On Fri, Nov 25, 2005 at 02:27:23PM -0200, Henrique de Moraes Holschuh wrote:
> Well, the email about the new bin-NMU structure implied that it was fixed
> for *NMUs done through that structure*.  

Then the email was wrong. *shrug*

> > > > My objection is that it's *useless* for *Debian*. Debian has too many
> > > > sources for packages for key management to be plausible, and keeps
> > > This applies to .changes files too, with the aggravating addition that those
> > > are a bitch to find right now.
> > Uh, no, .changes files are not remotely useless for Debian right now.
> > Where would you get that idea?
> I was refering to "Debian has too many sources for packages for key
> management to be plausible".  Duh, obviously .change files are useful for
> Debian, DAK needs them.

Then my comment doesn't "appl[y] to .changes files too".

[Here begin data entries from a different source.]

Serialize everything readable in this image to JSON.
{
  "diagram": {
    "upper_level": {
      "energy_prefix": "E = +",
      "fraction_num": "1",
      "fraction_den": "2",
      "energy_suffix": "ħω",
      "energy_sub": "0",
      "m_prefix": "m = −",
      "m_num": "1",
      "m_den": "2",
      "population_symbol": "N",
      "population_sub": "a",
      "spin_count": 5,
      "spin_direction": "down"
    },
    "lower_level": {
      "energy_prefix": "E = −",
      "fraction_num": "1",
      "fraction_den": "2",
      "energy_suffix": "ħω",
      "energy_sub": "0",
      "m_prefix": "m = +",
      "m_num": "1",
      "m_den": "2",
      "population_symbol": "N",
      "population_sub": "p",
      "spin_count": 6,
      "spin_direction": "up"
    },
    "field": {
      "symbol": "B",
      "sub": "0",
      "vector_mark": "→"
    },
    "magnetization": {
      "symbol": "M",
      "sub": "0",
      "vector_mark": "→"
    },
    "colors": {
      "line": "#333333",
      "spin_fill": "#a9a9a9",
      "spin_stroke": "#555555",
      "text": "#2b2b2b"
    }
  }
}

> > The tools are the least concern; what's a few dozen lines of code here
> > and there matter? If you insist every package only be uploaded once, and
> > do the maximum packages per day, and stop all other development just to
> > get deb sigs done, it's roughly half a year before that's finished. New
> > packages, bug fixes, new upstream versions will make it take longer.
> Who said anything about adding in-deb sigs to the entire archive?

If they provide a useful service, then of course they should be
everywhere. If they don't provide a useful service, why should they be
anywhere?

The dak check, for reference, is the one that authenticates an ar's in
the correct form, it's not an explicit "we had dpkg-sig" check.

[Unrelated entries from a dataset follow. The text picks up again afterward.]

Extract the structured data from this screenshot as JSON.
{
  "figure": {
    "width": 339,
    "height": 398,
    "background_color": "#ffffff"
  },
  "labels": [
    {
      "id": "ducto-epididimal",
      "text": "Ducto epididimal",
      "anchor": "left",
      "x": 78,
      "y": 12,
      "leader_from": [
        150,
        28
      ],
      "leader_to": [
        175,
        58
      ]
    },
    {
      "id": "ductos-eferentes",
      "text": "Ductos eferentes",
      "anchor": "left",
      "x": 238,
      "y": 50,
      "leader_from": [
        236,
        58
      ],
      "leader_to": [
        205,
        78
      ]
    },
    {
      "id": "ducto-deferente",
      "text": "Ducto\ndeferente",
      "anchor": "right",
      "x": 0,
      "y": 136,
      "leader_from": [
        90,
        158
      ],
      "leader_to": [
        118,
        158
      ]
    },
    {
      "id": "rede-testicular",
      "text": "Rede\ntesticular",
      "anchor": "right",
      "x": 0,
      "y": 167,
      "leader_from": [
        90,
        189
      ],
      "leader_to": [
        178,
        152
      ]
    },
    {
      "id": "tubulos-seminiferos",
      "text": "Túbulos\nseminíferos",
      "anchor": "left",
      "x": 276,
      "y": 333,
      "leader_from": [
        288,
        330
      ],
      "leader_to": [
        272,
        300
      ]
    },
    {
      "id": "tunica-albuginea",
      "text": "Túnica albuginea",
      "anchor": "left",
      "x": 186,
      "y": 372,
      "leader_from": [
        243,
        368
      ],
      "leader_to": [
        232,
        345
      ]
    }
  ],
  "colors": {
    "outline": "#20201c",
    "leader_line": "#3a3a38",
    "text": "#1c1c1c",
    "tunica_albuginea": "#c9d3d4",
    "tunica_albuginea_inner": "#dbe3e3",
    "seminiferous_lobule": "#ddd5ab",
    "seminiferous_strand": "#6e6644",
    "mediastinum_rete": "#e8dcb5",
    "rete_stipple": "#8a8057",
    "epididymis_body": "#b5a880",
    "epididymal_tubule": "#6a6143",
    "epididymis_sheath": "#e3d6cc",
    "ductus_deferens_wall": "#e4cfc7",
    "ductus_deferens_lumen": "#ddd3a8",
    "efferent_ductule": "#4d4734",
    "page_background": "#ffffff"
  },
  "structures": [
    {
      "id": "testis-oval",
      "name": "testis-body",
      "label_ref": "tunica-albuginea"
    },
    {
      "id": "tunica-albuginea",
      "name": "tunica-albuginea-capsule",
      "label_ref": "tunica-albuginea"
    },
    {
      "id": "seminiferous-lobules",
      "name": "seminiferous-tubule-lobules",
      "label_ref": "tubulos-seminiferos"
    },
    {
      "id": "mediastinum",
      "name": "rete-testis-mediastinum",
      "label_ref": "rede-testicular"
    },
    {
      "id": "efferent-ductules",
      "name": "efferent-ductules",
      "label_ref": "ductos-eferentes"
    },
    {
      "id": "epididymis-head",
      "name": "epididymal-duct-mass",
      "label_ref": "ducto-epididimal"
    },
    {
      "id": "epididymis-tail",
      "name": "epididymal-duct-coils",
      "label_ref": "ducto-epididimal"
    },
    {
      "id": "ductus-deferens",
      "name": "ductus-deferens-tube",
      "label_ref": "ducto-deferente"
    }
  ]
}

> If I want dpkg to always check a signature, it is because it is a signature
> I know must be there.  Like an hypothetical signature added by
> DAK/dinstall/whatever, or a signature I add to all debs in a specific
> repository under my control (and in this case, with a timestamp under my own
> control too, which means I can use it).

Again, what you do in your own repositories is _fine_. .deb signatures
are a completely useful thing to do in some circumstances; which I'm
inclined to classify as "private development / public release". Debian
just happens not to be in that problem space.

> > a signature by a random Debian developer to mean something is not
> > reasonable.
> YOU are the one who is bringing in signatures from j.random developer.

Uh, no, it's what this thread's about. You know, random developers
uploading signed packages to the archive...?

> > I'm tempted to do something like that anyway to see if the md5sum
> > exploit can be used to create fire and ice .debs. Without signed debs,
> Make that an exploit that says "kaboom, you're it" but still runs dpkg, and
> I will help you with it.

ATM I've got better things to do. But xmas is coming up, with the
corresponding need for a pointless xmas project...

> > The explanation you need is "...which is useful because _____". Again, I
> > can't see any need for multiple signatures for Debian; for non-Debian,
> > if deb sigs are convenient, use them.
> deb sigs get a lot less convenient if Debian doesn't allow them in debs
> uploaded to the archive.  

How so? Seriously -- add the signature after uploading to Debian. At
worst, if you have a deb that's in both Debian and some other source,
you might end up installing the unsigned .deb from Debian instead of the
signed version -- but you've still verified it just like every other
Debian package, so... big deal?

If you set up apt's pinning correctly, that won't even happen.